The Sox Might As Well Shut Down Jake Peavy. Or Don’t. Whatever.

It’s an honest question, really: with the season all but over, what should the Sox do with midsummer acquisition Jake Peavy? With His ankle mostly healed but his elbow not responding well to a comebacker last week, Peavy’s previously questionable status has since become a point of contention; one school of thought says to get him back for one good go-round to make sure the pieces all work, while the other says there’s no point in having him pitch meaningless games. Both ideas are right, but unfortunately both are wrong as well.

Let’s for a second assume the best. Let’s say Peavy’s elbow is no big deal and he’s back to the form that won the 2007 NL Cy Young Award. Then what? What, really, do the Sox get out of No. 44’s return to the bigs? Two, three wins? A 4-20 September instead of a 2-22 September? A respectable third place instead of a floundering fourth? No one’s saying Peavy’s return would be worthless, but it’s hard to see how it would be anything but useless.

Now let’s take the other tack and say Peavy’s healthy but the Sox decide to simply shelve him until 2010 as insurance. Are the Sox really any worse off for it? They won’t win too much without good pitching, but at the same time the Sox haven’t really established a pattern of winning with good pitching this year. Peavy’s an acknowledged competitor, and his pride might be a little wounded, but we have to have faith in the idea that he understands the position in which his team finds itself; considering his willingness to help San Diego save a few bucks on payroll, this seems like a safe bet. The Sox end up about where they would have, and Peavy gets a nice payday for not doing his job. No one wins, but no one loses – except the Sox, but they’d be doing that anyway.

What’s important isn’t the decision the Sox make; what’s important is that, for all the wrong reasons, they can afford to make it at all. Do they really need a good pitcher to help them finish out a bad season? Do they dare insult themselves and their new star by calling it a day? The answer, sadly, doesn’t matter because at this point, the season doesn’t matter, either.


When the word "Privy" shows up in a line of the data below, copy that whole line.
━━━━━ ENTRIES PROVIDED ━━━━━
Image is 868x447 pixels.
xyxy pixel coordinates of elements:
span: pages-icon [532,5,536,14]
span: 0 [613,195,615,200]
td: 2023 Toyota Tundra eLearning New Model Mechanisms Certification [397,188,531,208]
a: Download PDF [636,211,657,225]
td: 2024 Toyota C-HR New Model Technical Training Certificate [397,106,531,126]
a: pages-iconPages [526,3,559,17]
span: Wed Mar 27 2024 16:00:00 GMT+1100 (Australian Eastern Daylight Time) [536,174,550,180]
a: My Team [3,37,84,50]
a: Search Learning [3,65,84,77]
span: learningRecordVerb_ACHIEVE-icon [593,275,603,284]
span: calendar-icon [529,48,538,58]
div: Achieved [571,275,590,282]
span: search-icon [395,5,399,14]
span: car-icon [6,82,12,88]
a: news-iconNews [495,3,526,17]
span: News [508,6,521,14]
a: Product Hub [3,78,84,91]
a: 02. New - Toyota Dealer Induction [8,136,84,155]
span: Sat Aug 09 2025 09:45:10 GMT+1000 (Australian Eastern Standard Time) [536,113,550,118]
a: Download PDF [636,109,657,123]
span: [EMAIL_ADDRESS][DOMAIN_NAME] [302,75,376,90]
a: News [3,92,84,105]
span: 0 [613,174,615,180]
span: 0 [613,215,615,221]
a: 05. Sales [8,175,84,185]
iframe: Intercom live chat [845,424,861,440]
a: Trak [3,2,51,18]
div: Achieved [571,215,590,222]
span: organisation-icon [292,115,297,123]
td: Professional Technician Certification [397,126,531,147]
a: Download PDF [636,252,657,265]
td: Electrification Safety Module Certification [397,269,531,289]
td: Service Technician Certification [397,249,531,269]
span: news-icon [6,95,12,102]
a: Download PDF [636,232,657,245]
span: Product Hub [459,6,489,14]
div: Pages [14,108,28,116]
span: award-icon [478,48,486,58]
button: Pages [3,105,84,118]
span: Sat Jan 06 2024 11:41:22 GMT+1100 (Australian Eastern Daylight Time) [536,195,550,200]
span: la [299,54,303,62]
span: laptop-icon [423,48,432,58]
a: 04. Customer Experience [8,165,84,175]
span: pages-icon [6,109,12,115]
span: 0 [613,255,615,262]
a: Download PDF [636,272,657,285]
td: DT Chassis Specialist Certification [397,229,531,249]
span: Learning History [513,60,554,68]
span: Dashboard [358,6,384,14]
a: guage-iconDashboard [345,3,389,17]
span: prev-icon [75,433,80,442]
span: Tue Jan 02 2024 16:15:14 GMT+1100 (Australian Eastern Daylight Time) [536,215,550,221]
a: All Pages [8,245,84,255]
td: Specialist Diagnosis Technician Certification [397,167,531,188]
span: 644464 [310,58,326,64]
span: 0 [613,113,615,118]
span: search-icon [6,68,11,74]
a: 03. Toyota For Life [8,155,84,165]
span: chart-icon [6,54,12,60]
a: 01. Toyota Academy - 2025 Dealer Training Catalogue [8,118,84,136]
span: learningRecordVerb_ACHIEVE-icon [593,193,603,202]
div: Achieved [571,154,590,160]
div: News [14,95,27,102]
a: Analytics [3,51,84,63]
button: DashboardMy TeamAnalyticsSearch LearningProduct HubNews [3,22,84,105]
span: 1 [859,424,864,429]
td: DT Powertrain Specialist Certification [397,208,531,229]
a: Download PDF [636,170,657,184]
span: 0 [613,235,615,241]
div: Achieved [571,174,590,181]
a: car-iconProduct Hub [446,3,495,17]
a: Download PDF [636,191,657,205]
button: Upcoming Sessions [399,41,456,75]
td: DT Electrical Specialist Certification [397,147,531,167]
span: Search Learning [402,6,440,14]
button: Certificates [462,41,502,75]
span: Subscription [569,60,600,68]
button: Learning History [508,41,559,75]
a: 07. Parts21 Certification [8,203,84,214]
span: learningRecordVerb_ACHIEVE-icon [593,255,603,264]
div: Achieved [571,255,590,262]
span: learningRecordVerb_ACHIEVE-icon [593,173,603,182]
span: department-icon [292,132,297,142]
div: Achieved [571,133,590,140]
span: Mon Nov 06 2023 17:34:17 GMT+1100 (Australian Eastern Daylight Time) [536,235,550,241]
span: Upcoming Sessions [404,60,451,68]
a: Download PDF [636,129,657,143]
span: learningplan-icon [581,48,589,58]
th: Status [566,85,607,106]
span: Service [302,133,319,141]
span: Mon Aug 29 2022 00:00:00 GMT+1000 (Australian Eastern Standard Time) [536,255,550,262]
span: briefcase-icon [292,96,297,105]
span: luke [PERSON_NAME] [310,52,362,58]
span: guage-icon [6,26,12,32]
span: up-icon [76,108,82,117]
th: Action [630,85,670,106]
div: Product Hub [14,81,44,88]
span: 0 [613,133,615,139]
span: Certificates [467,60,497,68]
━━━━━
━━━━━ ENTRIES PROVIDED ━━━━━
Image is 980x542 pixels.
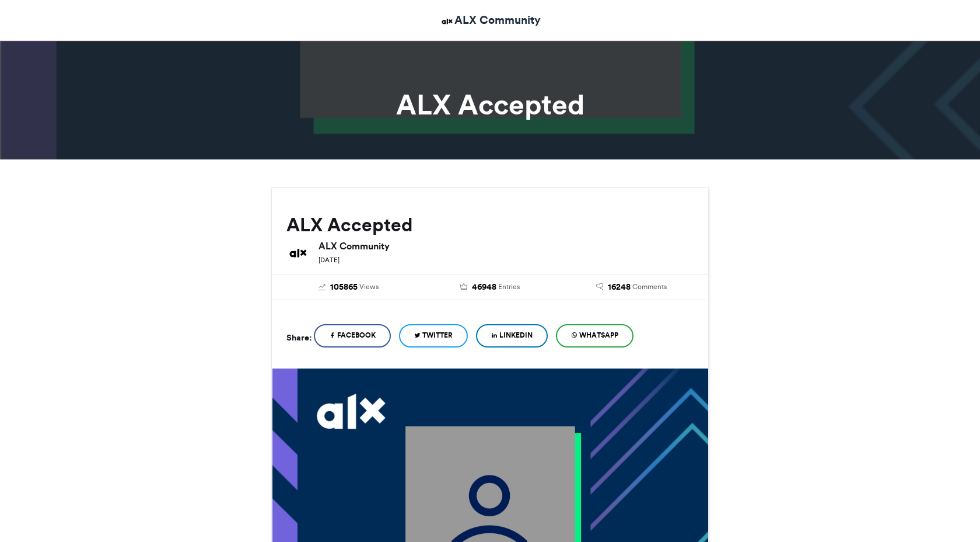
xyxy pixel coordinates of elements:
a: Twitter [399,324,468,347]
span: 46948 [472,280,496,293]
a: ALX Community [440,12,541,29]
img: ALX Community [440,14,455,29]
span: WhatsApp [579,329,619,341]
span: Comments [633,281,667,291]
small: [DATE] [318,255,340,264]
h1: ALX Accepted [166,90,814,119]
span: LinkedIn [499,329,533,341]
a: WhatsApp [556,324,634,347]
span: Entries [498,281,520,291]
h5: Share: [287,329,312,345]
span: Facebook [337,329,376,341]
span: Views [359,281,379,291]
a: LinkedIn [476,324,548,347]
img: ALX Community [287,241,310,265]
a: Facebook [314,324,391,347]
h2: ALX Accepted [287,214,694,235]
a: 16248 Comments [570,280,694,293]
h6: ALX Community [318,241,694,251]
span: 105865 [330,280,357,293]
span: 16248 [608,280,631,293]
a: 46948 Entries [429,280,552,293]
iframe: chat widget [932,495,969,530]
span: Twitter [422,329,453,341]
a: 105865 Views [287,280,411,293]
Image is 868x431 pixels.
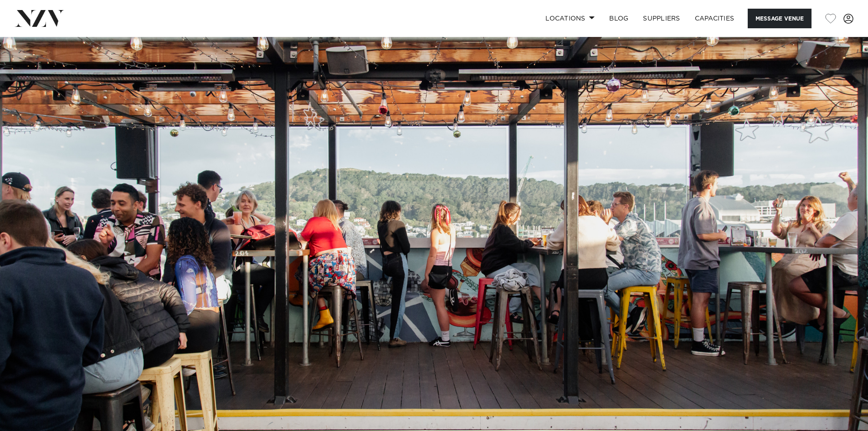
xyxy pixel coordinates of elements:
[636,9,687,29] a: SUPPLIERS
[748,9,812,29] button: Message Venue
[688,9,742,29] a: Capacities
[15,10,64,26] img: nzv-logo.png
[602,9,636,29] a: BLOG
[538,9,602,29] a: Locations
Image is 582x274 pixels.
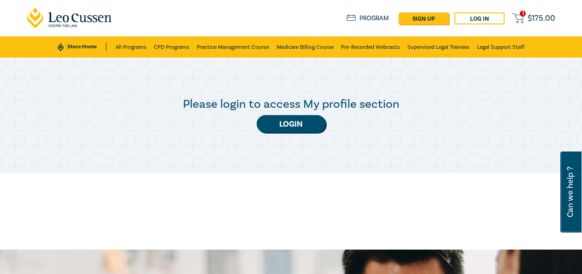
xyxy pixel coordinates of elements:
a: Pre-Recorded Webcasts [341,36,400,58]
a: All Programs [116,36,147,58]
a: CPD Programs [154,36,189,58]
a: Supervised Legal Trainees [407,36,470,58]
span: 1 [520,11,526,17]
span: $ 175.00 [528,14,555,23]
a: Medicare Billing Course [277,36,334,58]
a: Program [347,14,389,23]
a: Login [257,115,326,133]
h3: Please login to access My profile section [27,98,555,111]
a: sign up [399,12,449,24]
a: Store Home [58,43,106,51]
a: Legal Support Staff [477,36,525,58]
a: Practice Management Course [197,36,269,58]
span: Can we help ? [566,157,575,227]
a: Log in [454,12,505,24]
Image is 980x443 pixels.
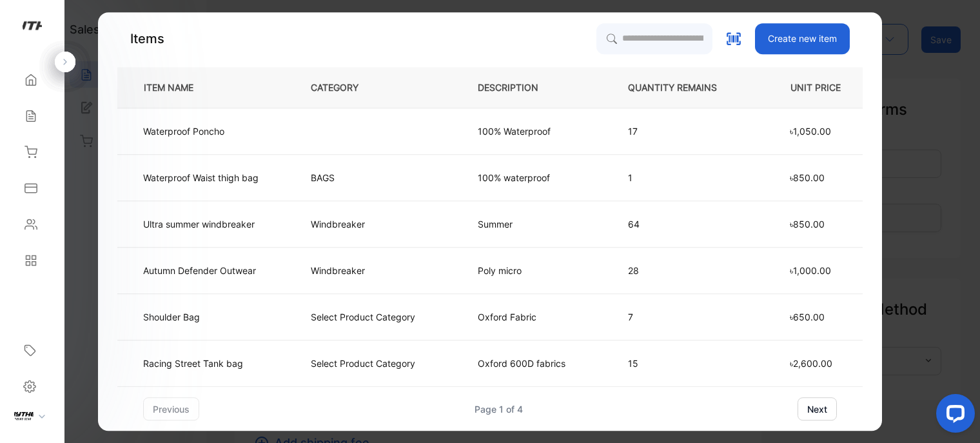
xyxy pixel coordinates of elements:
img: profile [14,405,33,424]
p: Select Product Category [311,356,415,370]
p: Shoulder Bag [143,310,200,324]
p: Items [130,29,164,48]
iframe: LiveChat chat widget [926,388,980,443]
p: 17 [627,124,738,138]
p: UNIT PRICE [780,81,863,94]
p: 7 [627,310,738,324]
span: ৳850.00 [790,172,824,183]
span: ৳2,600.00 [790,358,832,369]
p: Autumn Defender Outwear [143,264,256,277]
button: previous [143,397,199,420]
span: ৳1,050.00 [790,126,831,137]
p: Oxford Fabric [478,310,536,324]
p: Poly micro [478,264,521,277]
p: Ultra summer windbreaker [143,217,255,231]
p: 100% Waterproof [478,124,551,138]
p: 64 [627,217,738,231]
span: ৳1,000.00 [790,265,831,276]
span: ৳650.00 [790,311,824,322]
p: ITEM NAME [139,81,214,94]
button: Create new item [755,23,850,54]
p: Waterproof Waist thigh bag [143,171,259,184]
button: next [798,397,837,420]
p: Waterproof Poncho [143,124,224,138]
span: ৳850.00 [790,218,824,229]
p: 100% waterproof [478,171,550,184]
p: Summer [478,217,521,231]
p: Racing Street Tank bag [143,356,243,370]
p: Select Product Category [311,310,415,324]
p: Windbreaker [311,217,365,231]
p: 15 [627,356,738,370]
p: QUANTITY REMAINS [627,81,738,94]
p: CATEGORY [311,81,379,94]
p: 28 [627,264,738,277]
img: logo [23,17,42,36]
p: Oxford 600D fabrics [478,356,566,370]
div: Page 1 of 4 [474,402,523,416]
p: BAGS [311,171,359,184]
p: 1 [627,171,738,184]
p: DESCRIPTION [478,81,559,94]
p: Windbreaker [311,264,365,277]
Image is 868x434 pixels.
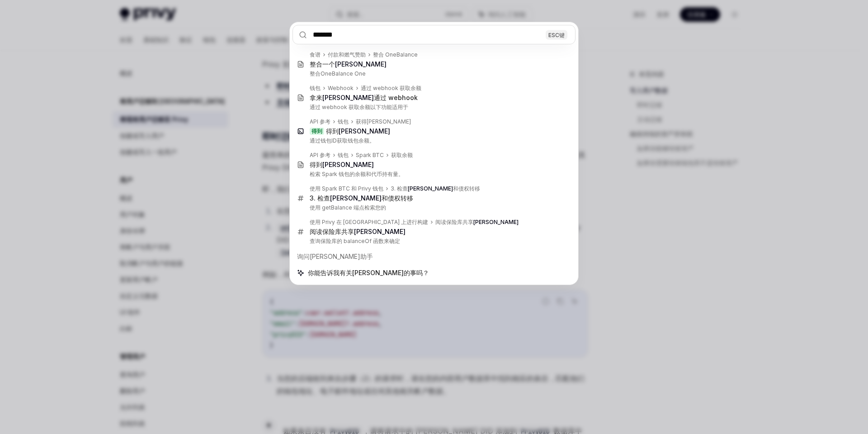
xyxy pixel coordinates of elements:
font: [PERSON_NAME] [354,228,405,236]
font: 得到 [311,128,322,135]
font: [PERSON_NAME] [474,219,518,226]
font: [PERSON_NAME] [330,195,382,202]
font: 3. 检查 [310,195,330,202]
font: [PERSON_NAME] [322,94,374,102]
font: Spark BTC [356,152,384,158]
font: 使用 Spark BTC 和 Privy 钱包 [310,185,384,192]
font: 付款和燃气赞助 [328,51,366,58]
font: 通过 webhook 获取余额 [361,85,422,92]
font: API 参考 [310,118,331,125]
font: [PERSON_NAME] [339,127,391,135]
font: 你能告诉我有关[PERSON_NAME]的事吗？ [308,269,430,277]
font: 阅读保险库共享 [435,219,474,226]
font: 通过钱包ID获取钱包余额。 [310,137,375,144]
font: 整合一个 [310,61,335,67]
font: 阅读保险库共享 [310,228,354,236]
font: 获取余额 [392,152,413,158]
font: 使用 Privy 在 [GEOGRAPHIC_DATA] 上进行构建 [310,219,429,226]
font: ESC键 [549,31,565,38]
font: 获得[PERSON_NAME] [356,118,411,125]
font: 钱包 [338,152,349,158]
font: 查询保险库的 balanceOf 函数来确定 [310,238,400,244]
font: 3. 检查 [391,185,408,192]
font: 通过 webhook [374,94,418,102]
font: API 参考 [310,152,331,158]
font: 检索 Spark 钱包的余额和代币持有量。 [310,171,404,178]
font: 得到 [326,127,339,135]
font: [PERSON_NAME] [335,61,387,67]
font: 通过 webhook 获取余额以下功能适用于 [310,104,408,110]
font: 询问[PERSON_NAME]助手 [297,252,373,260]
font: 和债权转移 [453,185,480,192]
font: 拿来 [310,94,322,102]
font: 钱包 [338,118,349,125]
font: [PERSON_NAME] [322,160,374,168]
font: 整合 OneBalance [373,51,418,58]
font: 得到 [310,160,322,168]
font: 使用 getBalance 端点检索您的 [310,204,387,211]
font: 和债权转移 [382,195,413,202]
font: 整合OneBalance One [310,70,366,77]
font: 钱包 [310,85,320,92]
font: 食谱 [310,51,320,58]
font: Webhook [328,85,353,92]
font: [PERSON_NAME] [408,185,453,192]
━━━━━
> EXPECTED ANSWER
font: 使用 Spark BTC 和 Privy 钱包 [310,185,384,192]
font: 使用 Privy 在 [GEOGRAPHIC_DATA] 上进行构建 [310,219,429,226]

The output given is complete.